Sunshine Valley

After Church

    After church, the same crowd was at the Rice house, minus Sheriff Pace. A group of teenagers were raking the yard where it had been bush hogged the day before. Loading wheelbarrows full of straw into the back of a horse trailer pulled by the oldest dually Rebecca had ever seen.

By sun set, a little white picket fence was up, a carport complete with front porch access, the porch swing was hung, and the women created some flower beds around the house. Shelving had been added to the closet, laundry room, and bathroom. The kitchen got some cute little cabinets. And the horse trailer was gone.

    Mr. Rice stood in the driveway looking at his little house. “God bless y’all.” He threw open his arms.

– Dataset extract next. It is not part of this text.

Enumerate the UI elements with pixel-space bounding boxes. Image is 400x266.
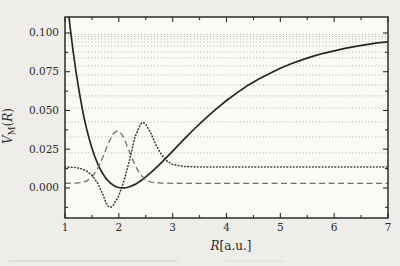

    Everyone started clapping. Tears of joy streamed down the old man’s face.

    “What’s this?” Widow Blake was standing at the front corner of the house opposite the carport.

    Rebecca walked over to get a closer look. She bent down to read the tag. “It’s a honeysuckle vine.”

    “That wasn’t here yesterday.”

    Mr. Rice noticed the bewildered look on the ladies faces and just smiled.

The crowd thinned out; it was just Widow Blake, Rebecca, and Simon.

Widow Blake smiled, “what another great day?”

Rebecca asked, “if it’s not too personal may I ask, why does Mr. Rice call Sheriff Pace boy? That’s very derogatory.”

Widow Blake laughed, “not between those two. Don’t go tellin’ anyone I told you this. I’ll loose my Sunshine Vally card. When Pace was a little boy, he took up corn where corn had never been planted. Jack was forever saving his bony hide. Pace would get into some dangerous situations. Jack would come along, pick him up and say ‘boy’.”

“Such as?” Simon frowned.

“Pace knew no fear as a child. He still might not.” Widow Blake clicked her tongue against the roof of her mouth. “On one occasion Jack found Pace playing with a copperhead. Jack picked him up by the waist band of his pants, put him over his shoulder and as they left the mountain, gave the tike a lesson in snakes.”

“Nope,” Rebecca shuttered. “Where was the sheriff’s parents?”

Widow Blake just shuck her head, “that’s a story for another night.” She patted Rebecca on the leg, “goodnight.”

“Goodnight,” she and Simon said in unison. They walked home as Widow Blake drove out of sight.

Published by Chico’s Mom

Thanks for visiting. My blog has lots of different styles: drawing, painting, photography, stories and poetry.